Early onset heart failure is alarmingly common in urban Haiti – over 15-fold higher than previously estimated – according to a study conducted by Weill Cornell Medicine researchers in partnership with the Haitian medical organization GHESKIO.
Tim Barry ’93 co-founded a health care company that offers primary care, multispecialty and urgent care options to 1.6 million patients throughout the U.S.
With surprising frequency, patients with severe brain injury can show clear signs of cognitive function on brain scans in response to requests to carry out complex mental work, even when they can’t move or speak.

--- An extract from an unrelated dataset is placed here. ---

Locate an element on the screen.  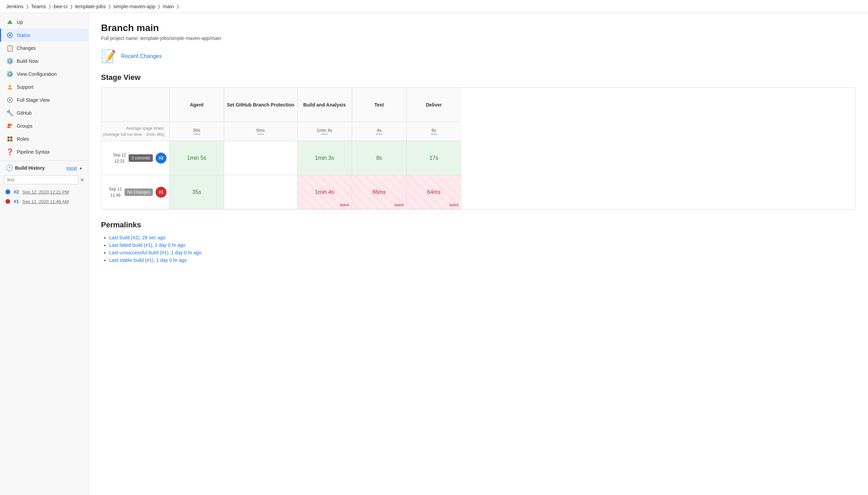
build-history-chevron-icon: ▲ is located at coordinates (81, 168).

Using state-of-the-art tissue engineering techniques and a 3D printer, researchers at Weill Cornell Medicine and Cornell Engineering have assembled a replica of an adult human ear that looks and feels natural.
Researchers comparing intestinal samples of children with Crohn’s disease and healthy children found one molecule that shows significant differences between the two groups.
Research led by Weill Cornell Medicine provides new evidence that most colorectal cancers begin with the loss of intestinal stem cells, even before cancer-causing genetic alterations appear.
Blocking the formation of filaments – multi-enzyme structures that fuel cancer activity – may offer new ways to control cancer cell proliferation, according to a new study led by Cornell researchers.
By discovering how a type of smooth muscle forms in the gut, scientists have opened doors to making artificial muscle, repairing muscle following gut surgeries and treating inflammatory bowel disease and obesity.